Ms. Furuya also testified that an intoxilyzer operator was not allowed to even begin a BAC test unless the reading on the machine’s light display is a maximum of “point zero zero three” (.003). Ms. Furuya explained the significance and accuracy of this thousandth-place reading:
A. It’s just a reading of the instrument and it can—now that’s in the thousands [sic] range, okay, it can fluctuate—the machine can fluctuate but the range that is allowable before one is able to use a test is a nonminus point zero zero one, point zero zero two, point zero zero three value.
Q. But then the machine is not accurate to the thousandth’s digit completely because point zero zero three is not point zero zero zero?
A. Point zero zero three is not point zero zero zero, that’s right.
Q. So the machine is not reading completely accurately that there is no alcohol in that air blank sample?
A. That’s why the margin of error is at the hundredth place. That’s why it’s not at the thousandth place.
Q. And so when we get the number in the thousands [sic] column, there is a question as to just how accurate the machine is reading at that point?
A No. Because as I mentioned before if one gets a point one seven three reading it’s plus or minus point zero one which a hundredth place it can vary between one six three and one eight three so that third digit is irrelevant.
Q. The third digit is irrelevant?
A. For the reading as proposed here.
Q. It only becomes relevant as applied to the defendant?

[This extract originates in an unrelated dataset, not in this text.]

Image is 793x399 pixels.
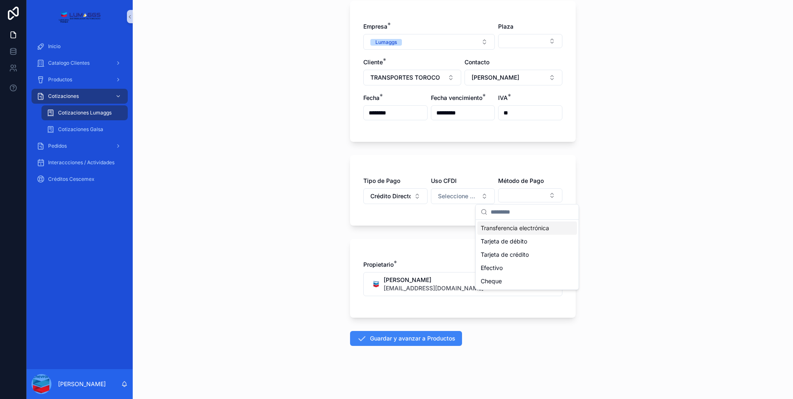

A. Yes, it’s—you are mistaken for what I am saying. When you apply the hundredths place margin of error, your third digit becomes irrelevant because you are moving the range in the hundredths place which is a less accurate value. Now you understand what I am saying?
Id. at 78-79.
Criminalist Claire Chun similarly testified that although a two-digit readout of a defendant’s BAC suffices for conviction purposes since HRS § 291-4(a)(2), the statute defining the unacceptable BAC level, is stated in two, rather than three, digits, the intoxilyzer machine can nonetheless read an individual’s BAC to a thousandth of a percent. Id. at 110-11.
Since the intoxilyzer was capable of reading Defendant’s BAC to a more precise thousandth-place digit, I believe that the entire test result, as adjusted for the machine’s margin of error, was competent to determine Defendant’s guilt under HRS § 291-4(a)(l), and in accordance with HRS § 291-5, should not be precluded as evidence at trial.
. At the time Defendant was charged with driving under the influence of intoxicating liquor in violation of HRS § 291-4(a)(l) or (2) (Supp. 1992), the statute provided as follows:
(a) A person commits the offense of driving under the influence of intoxicating liquor if:
(1) The person operates or assumes actual physical control of the operation of any vehicle while under the influence of intoxicating liquor, meaning that the person concerned is under the influence of intoxicating liquor in an amount sufficient to impair the person’s normal mental faculties or ability to care for oneself and guard against casualty; or
(2) The person operates or assumes actual physical control of the operation of any vehicle with .10 per cent or more, by weight of alcohol in the person's blood.
. Based on our reading of Ms. Furuya's testimony, we believe that Ms. Furuya intended to base her example on a reading of "point one seven five."